As President-Elect, Trump Uses YouTube, Twitter to Cut Out the Press

Trump has so little use for the traditional press that he used Twitter to tell New York Times staffers he was bailing on them

After tearing into media executives at a meeting on Monday and abruptly canceling a meeting with the New York Times via Twitter on Tuesday, President-elect Donald Trump is using yet another tool to strip the traditional news media of their power and relevance: social media.

Skipping the normal press conferences, televised addresses, or other conventional ways presidents talk to the people, Trump took to YouTube — just like he did in 2012 to demand President Obama cough up his papers — to pledge to make good on some campaign promises.

Trump also used Twitter to bypass the news media on Tuesday. The Times only learned Trump had bailed on their meeting plans when he announced the decision on Twitter. (He then uncanceled the meeting.)
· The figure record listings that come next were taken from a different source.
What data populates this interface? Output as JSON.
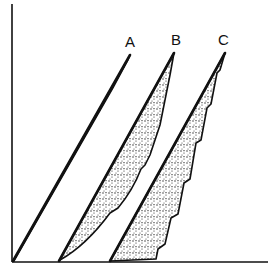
{
  "figure": {
    "type": "hysteresis-loops-diagram",
    "axes": {
      "x_axis": {
        "label": ""
      },
      "y_axis": {
        "label": ""
      }
    },
    "loops": [
      {
        "id": "A",
        "label": "A",
        "description": "very narrow loop, nearly a single line",
        "fill": "dense stipple"
      },
      {
        "id": "B",
        "label": "B",
        "description": "medium-width loop with curved, stepped right edge",
        "fill": "stipple"
      },
      {
        "id": "C",
        "label": "C",
        "description": "widest loop with sawtooth stepped right edge",
        "fill": "stipple"
      }
    ],
    "colors": {
      "line": "#111111",
      "background": "#ffffff",
      "stipple": "#222222"
    }
  }
}
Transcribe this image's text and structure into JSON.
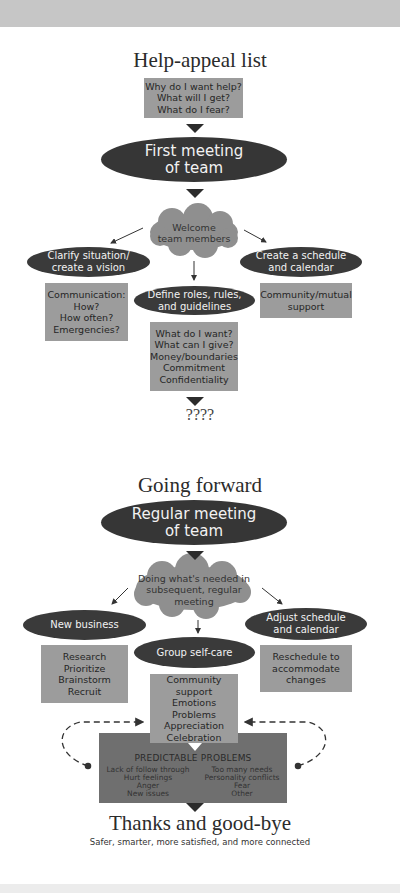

Trump’s efforts to bypass media organizations and talk directly to the people has precedent. In the 19th century politicians on whistle-stop tours traveled by train to make their cases to constituents. In the 1930s and ’40s, Franklin Delano Roosevelt used a relatively new technology — the radio — for “fireside chats” with the American people.

While Obama also used YouTube, Twitter, Facebook and other social media tools, Trump is making them his main way of communicating with the public. He has used Twitter to lash out at the Times, the “crooked media,” and the cast of Hamilton, in ways the news media couldn’t dilute, edit or contextualize.

Many who follow Trump’s tweets, including the Times editorial board, have questioned his priorities, wondering why he hasn’t called out people who carried out bigoted attacks in his name as vociferously as he has criticized the “Hamilton” cast.

Trump made a gesture of inclusiveness in his YouTube address, ending it by saying he would be a president of everyone — “and I mean everyone.”

That inclusivity is exactly what the “Hamilton” cast asked of Trump’s vice president, Mike Pence — which is what prompted Trump’s castigation of the cast.